One of the results of this conceptual limitation is that Western medicine fails to appreciate that some aspects of being a human being are, frankly, more important than others. "Normal" medical thinking tends to focus on physical attributes more than on emotions, mental clarity, or spiritual satisfactions. In fact, these higher planes of human experience have a definite hierarchical relationship with one another. Most people would rather feel happiness and love (emotional health) than sacrifice these in order to be relieved of physical pains and limitations (physical health). Similarly, people often experience that mental clarity--faithfulness of memory and accuracy of understanding--take precedence over diffuse emotional "warmth." And surely spiritual health--that is, a sense of meaningfulness and purpose in life and of connection with treasured, long-term goals--trumps all the other levels of "health."
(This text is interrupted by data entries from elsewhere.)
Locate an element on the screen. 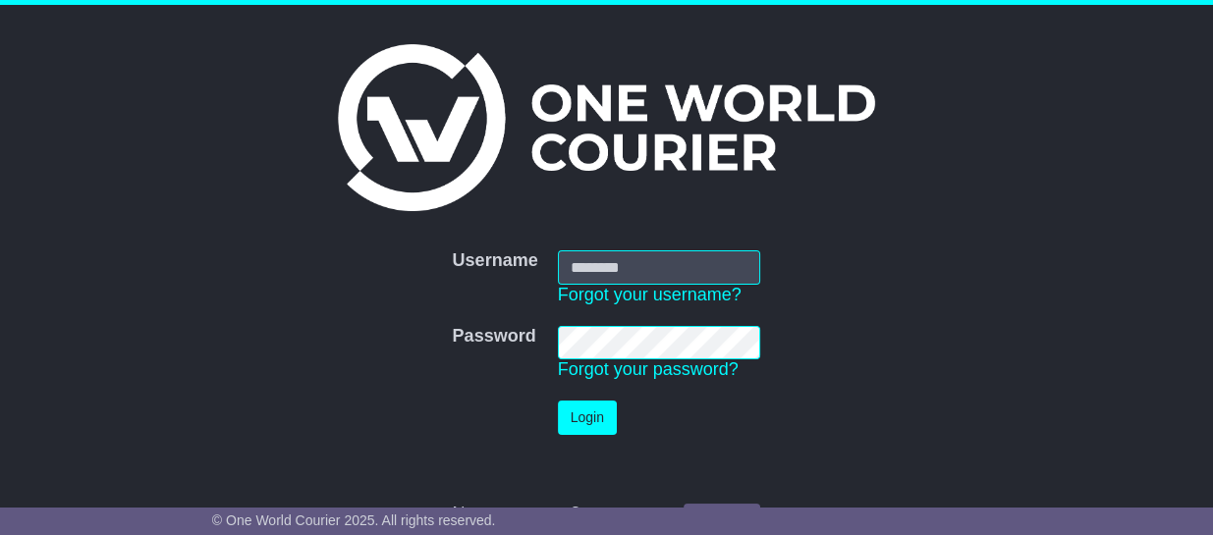 Image resolution: width=1213 pixels, height=535 pixels. label: Username is located at coordinates (495, 261).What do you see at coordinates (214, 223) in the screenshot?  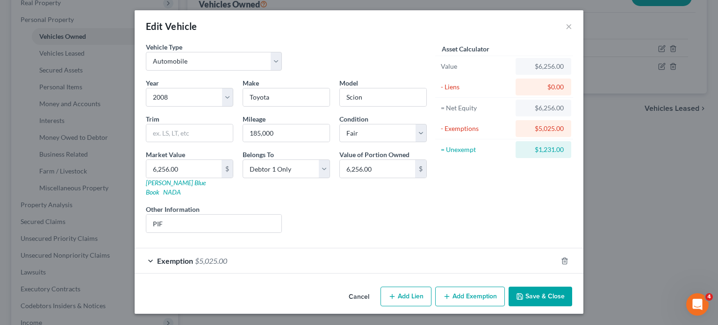 I see `input: (optional)` at bounding box center [214, 223]. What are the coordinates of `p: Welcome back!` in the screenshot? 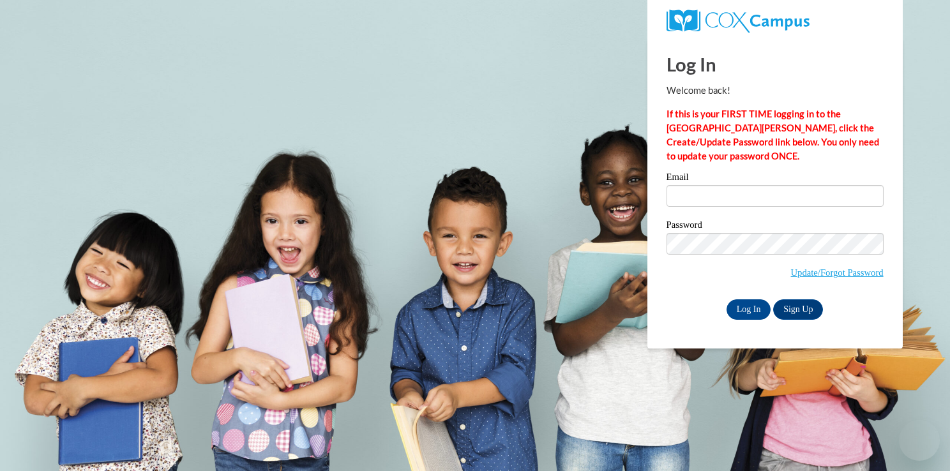 It's located at (775, 91).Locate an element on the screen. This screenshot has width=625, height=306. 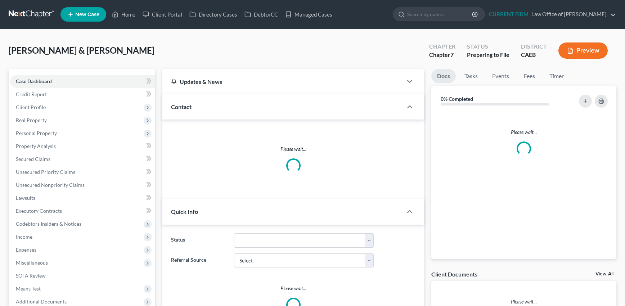
a: Docs is located at coordinates (444, 76).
This conceptual limitation of our usual medical thinking--its lack of a wholistic and hierarchical view--would not be particularly important if it did not have significant clinical effects. But careful observations indicate that it does. For example, medical treatments commonly have "side effects." Often these are trivial--a dry mouth, transient drowsiness, or loose bowels; certainly not as important or as imposing on one's overall sense of well-being as the original symptoms the medicine was prescribed to counteract. But sometimes the "side effects" are truly annoying, even debilitating or dangerous--for example, a headache, fainting spells, or intestinal bleeding. When the symptoms being treated are "traded in" for other significant symptoms, this is referred to as "symptom substitution." But without a wholistic or hierarchical perspective, there is rarely an appreciation for the extent to which interlocking body systems may be damaged when one system--with one set of symptoms--is singled out for "treatment," that is, for symptom suppression. It is rarely recognized how interfering atomistically with one or another of the body's functions--perhaps of the body's defenses or reactions to insult** or imbalances--can lead to broader decline in well-being. A physical symptom may be removed, but "disease" on the emotional, mental, or even spiritual planes may emerge and, when we use careful (wholistically sensitive) clinical observation, often does.
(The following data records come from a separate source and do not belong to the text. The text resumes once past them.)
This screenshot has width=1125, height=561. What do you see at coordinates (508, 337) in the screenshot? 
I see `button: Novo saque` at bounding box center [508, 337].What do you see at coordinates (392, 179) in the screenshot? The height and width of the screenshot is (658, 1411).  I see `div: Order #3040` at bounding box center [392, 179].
Where do symptoms, when treated (or suppressed) allopathically, go to die? Often they do not simply disappear, they spread to different body systems where they become different symptoms; often they reemerge more distressing and debilitating than they started.


Notes: * Although the more commonly accepted spelling of this word is "holistic," I prefer "wholistic" with a "w" because, after all, we are talking about "wholes" not "holes" (or "holy").

** In medicine, an "insult" is a shock or challenge to the body, such as a physical injury or a overdose of a drug.